A Syrian-Kurd, Abd Al-Rahim Abdul Rassak al-Janko is a former student in the United Arab Emirates who traveled to Afghanistan in 2000, where he was captured by the Taliban who announced that he had confessed to plotting to murder Osama bin Laden, as well as spying against the Taliban on behalf of Israel and the United States. He was also denounced for "his sexual indiscretions with other young men" and accused of homosexuality. Following the Invasion of Afghanistan, al-Janko begged a British journalist to alert the Americans that he had been held prisoner by the Taliban for two years; however, he was taken from the Taliban prison by American forces, and sent to the Guantanamo Bay detention camps where he spent seven years in detention.
Tariq Mahmud Ahmad Muhammad al Sawah is a citizen of Egypt who was held in the United States Guantanamo Bay detention camps, in Cuba, from May 2002 to January 2016.
Ahmed Mohammed Ahmed Haza al-Darbi is a citizen of Saudi Arabia who was held in the United States Guantanamo Bay detainment camps, in Cuba from August 2002 to May 2018; in May 2018, he was transferred to Saudi Arabia's custody.

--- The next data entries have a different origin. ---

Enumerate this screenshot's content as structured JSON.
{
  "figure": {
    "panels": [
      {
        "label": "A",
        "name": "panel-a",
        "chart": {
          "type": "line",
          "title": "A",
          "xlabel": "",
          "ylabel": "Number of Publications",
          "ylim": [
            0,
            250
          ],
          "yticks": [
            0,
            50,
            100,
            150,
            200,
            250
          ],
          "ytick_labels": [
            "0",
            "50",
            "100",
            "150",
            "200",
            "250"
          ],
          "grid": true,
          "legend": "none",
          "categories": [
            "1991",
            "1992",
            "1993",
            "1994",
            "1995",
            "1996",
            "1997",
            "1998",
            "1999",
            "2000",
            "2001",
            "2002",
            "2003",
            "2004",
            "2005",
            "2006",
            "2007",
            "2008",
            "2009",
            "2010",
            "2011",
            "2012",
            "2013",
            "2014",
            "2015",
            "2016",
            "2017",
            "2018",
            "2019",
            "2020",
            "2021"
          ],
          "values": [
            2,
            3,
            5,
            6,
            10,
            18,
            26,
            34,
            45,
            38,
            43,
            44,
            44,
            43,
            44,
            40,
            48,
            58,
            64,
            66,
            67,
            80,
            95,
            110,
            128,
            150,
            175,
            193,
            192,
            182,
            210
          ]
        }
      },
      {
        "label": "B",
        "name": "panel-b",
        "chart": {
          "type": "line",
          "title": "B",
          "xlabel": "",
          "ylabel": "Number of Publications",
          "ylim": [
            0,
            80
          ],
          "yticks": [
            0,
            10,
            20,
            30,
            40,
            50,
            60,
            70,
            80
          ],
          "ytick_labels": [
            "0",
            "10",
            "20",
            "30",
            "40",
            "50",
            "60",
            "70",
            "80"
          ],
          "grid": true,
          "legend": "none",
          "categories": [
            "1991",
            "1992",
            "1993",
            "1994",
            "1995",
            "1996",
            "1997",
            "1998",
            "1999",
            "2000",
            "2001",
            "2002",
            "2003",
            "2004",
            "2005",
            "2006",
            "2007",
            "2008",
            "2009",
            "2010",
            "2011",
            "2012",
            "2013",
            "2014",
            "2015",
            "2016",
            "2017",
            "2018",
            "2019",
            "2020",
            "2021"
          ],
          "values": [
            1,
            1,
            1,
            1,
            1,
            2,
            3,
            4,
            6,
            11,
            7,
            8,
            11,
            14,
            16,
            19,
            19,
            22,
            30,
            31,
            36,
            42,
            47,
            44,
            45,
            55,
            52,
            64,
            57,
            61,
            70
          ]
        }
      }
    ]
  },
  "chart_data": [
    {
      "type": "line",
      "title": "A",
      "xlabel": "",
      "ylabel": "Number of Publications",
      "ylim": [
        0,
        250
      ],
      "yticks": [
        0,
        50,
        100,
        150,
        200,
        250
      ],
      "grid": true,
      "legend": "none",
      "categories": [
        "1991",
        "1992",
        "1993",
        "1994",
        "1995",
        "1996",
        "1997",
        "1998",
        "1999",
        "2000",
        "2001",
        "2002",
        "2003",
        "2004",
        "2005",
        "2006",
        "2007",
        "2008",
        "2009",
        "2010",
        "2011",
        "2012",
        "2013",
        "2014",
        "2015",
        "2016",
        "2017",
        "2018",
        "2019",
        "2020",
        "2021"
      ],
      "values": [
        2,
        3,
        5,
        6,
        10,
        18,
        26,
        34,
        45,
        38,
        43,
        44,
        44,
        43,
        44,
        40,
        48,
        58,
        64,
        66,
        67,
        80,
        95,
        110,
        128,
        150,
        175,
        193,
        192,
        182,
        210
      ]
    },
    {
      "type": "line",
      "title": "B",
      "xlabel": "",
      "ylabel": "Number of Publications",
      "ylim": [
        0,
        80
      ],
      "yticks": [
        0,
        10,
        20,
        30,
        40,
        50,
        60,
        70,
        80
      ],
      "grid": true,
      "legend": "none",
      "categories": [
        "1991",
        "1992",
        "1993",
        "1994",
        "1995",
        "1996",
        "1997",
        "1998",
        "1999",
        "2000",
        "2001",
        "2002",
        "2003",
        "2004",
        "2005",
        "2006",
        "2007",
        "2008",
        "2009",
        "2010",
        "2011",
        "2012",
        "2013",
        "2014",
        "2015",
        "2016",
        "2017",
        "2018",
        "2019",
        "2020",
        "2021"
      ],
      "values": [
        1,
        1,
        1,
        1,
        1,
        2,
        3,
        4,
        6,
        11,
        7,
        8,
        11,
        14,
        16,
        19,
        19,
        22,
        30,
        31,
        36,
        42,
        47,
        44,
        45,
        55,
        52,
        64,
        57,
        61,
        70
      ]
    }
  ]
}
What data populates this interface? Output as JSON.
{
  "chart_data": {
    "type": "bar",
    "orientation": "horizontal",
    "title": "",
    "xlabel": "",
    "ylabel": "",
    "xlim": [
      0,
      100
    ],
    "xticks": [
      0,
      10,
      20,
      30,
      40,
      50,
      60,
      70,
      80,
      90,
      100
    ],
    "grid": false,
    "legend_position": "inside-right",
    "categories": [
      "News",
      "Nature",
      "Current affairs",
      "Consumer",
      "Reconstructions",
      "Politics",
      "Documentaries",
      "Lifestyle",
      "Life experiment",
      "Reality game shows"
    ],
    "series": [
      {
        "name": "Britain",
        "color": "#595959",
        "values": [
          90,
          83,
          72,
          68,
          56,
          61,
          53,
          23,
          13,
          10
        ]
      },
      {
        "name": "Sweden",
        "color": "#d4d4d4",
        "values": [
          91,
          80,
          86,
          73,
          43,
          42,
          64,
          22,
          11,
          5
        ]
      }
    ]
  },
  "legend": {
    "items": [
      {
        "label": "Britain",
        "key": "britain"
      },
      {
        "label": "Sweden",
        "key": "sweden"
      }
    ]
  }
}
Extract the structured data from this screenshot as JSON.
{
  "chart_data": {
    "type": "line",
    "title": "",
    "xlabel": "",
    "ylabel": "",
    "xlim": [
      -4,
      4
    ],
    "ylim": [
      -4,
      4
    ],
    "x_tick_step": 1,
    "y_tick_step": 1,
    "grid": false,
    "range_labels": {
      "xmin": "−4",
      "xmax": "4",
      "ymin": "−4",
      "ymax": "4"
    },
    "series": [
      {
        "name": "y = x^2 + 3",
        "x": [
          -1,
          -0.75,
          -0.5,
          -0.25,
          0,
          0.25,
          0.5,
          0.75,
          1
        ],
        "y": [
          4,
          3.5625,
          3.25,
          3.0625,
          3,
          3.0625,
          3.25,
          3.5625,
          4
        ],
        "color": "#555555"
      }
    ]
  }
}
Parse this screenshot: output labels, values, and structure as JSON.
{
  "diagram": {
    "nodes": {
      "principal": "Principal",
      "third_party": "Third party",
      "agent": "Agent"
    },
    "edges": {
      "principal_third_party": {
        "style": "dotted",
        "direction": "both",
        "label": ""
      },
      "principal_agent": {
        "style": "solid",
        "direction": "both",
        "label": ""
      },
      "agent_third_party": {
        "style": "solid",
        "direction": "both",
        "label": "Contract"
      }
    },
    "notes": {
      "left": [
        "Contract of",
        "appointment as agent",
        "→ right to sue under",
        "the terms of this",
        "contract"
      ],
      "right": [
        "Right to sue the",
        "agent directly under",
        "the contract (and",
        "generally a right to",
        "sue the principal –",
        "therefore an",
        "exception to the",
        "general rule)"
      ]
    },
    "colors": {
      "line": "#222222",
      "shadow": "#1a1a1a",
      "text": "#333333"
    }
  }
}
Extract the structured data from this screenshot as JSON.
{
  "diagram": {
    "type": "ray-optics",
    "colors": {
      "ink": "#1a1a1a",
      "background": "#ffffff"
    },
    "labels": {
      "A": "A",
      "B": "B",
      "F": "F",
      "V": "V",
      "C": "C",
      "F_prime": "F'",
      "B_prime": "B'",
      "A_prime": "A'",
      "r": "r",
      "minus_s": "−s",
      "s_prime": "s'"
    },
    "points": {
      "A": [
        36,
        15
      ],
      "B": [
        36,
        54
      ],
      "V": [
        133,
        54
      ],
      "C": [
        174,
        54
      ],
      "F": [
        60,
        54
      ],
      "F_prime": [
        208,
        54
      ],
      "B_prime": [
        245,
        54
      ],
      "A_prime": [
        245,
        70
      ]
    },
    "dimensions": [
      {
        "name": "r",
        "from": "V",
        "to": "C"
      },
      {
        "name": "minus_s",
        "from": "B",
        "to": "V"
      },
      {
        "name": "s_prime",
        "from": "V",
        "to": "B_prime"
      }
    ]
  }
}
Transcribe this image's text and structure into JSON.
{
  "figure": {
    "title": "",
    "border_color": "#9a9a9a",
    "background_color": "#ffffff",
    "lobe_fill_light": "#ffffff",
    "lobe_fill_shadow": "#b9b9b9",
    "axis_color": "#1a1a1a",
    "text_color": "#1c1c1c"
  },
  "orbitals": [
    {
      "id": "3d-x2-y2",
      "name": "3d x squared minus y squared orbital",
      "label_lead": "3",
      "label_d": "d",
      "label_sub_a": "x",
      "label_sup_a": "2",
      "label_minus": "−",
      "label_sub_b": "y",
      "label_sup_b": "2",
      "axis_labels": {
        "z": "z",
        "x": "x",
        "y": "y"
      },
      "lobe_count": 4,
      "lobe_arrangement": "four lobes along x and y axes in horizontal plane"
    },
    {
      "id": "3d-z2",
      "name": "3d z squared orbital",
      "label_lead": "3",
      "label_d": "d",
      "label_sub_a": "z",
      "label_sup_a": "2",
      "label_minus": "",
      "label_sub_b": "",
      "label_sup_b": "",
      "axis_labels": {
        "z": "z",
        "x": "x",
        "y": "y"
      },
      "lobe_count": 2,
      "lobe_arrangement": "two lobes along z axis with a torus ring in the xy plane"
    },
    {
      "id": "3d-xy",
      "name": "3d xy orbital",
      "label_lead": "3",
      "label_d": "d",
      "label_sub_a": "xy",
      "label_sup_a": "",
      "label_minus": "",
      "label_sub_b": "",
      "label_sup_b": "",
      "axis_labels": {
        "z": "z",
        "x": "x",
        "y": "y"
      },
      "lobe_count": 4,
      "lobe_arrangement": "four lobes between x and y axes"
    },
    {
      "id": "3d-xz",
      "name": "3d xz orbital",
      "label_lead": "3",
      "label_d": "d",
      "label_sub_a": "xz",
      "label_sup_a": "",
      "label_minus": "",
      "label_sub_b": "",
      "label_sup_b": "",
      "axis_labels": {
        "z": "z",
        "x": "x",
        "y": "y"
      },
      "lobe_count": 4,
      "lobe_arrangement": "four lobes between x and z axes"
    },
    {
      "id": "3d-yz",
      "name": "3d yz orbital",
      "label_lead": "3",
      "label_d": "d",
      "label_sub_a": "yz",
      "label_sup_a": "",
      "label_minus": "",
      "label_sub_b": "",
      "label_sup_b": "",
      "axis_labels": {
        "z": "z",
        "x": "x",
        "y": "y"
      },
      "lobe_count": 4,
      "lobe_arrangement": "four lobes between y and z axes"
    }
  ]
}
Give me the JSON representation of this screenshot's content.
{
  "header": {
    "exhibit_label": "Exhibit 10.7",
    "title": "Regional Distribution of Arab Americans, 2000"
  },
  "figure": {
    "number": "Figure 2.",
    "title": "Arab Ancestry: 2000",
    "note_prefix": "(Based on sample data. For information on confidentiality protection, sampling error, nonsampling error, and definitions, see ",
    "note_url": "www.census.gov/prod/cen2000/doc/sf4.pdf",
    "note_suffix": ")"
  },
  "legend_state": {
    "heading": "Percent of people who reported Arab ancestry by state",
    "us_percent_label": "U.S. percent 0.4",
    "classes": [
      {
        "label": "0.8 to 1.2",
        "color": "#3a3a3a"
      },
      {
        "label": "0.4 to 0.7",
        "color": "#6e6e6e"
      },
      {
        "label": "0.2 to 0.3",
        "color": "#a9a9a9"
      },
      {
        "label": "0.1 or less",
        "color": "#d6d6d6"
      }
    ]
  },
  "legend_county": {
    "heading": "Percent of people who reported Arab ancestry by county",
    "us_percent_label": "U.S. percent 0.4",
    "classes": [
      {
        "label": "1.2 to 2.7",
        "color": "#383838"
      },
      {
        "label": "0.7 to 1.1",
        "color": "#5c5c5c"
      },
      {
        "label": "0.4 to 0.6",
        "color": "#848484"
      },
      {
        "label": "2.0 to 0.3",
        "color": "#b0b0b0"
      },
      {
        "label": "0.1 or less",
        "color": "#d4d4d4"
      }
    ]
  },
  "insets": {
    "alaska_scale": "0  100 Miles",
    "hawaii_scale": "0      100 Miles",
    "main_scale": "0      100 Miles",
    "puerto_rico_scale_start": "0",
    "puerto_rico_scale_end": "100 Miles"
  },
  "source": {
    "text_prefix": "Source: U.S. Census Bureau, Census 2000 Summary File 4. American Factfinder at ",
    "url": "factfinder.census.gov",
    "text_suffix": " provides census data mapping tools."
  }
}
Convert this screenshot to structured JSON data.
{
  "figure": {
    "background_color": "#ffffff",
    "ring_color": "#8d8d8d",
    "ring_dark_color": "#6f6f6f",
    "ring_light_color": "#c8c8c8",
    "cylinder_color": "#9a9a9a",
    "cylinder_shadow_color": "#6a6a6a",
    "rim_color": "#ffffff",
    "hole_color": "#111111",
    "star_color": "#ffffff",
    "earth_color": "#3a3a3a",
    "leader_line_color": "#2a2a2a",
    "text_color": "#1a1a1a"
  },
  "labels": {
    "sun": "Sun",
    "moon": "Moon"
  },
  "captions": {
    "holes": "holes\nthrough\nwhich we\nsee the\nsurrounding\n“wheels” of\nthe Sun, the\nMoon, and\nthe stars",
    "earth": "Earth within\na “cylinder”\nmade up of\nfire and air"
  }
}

He was the only detainee held at Guantanamo released during President Donald Trump's administration.
Majid Shoukat Khan is a Pakistani detainee who is the only known legal resident of the United States held in the Guantanamo Bay Detainment Camp. He was detained after returning to his native Pakistan to visit his wife and was captured by Pakistani authorities, who handed him over to the CIA. In 2012, Khan pled guilty to conspiracy and the murder of 11 innocent civilians in the 2003 Marriott Hotel bombing in Jakarta, Indonesia, and for the attempted assassination of Pakistan President Pervez Musharraf.
Rafiq Bin Bashir Bin Jalud al Hami is a citizen of Tunisia, who was formerly held for over seven years without charge or trial in the United States's Guantanamo Bay detention camps, in Cuba. His Guantanamo Internment Serial Number was 892. The Department of Defense reports that he was born on 14 March 1969, in Tunisia.
The College of Islamic and Arabic Studies in Afghanistan was an organization where American intelligence analysts asserted was tied to al Qaeda. They reported that Mahfouz Ould al-Walid, better known as "Abu Hafs al-Mauritani", the director of the institution, was a senior member of al Qaeda's leadership circle. When analysts went over the grounds of the institute they found what they characterized as "martyrship videos". Guantanamo captive Abd Al Rahim Abdul Rassak Janko testified that the recording of him was not a martyrship video at all, but rather a confession. He acknowledged that he had travelled to Afghanistan, in 2000, to offer his services to the Taliban, but he had inadvertently triggered the suspicion he was an Israeli or American spy. He asserted that the Taliban turned him over to the Taliban to torture a confession out of him, and that the recording was the confession that followed his torture. He asserted he was interrogated and tortured at the institute for two weeks.